At least 19 miners were killed and more than a dozen were still trapped Tuesday after a rockslide at a marble mine in northwestern Pakistan, officials said.

Boulders of white marble came crashing down on workers Monday evening in the mountainous Mohmand district in Khyber-Pakhtunkhwa province, near the border with Afghanistan. The boulder buried laborers and blocked the entrance. Workers were trapped inside for several hours. The injured and the dead were retrieved from the mine after hours of efforts, rescue official Bilal Faizi said.

At least seven more bodies were retrieved from the rubble Tuesday morning when the rescue was resumed after a brief pause, local police chief Tariq Habib said.

"So far 18 bodies and 20 injured have been pulled out after a rockslide at a marble mine," Muhammad Arif, the provincial minister for mines and minerals development, told Agence France-Presse (AFP).

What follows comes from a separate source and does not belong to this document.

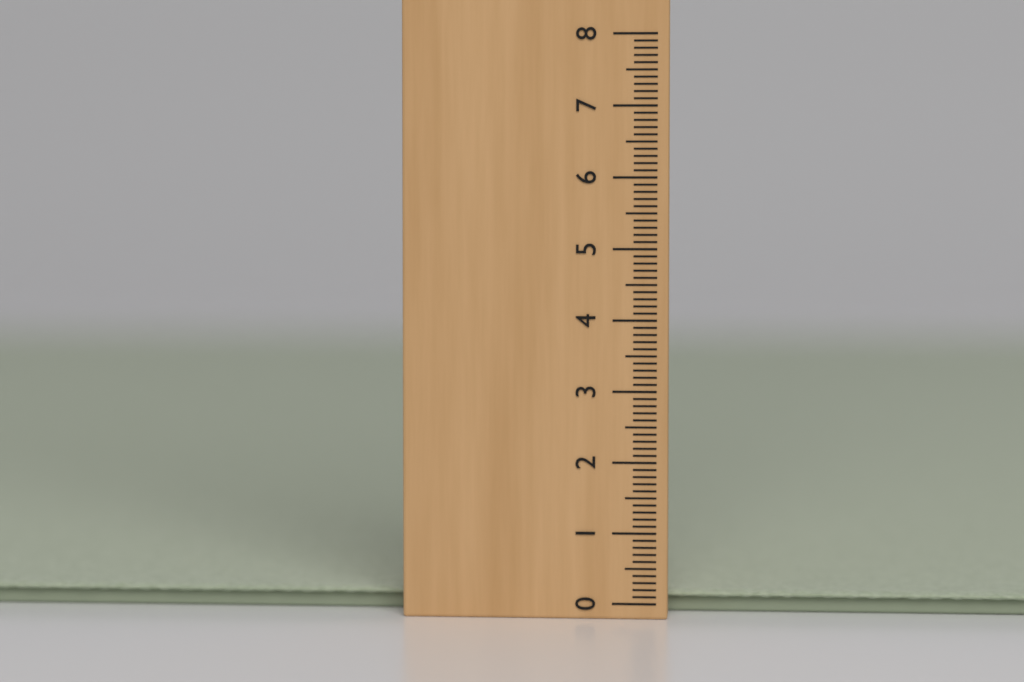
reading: 0.1 (no unit)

He said around 20 more miners were still believed to be trapped under the rubble with a rescue mission underway.

Laborers often rest at the bottom of the mountains after long working hours.

Hundreds of laborers working in coal, emerald, marble and salt mines are killed in Pakistan every year due to hazardous working conditions and poor safety regimens. At least 43 miners were killed in the Sorange district of Balochistan in 2011 as a result of a blast at a coal mine.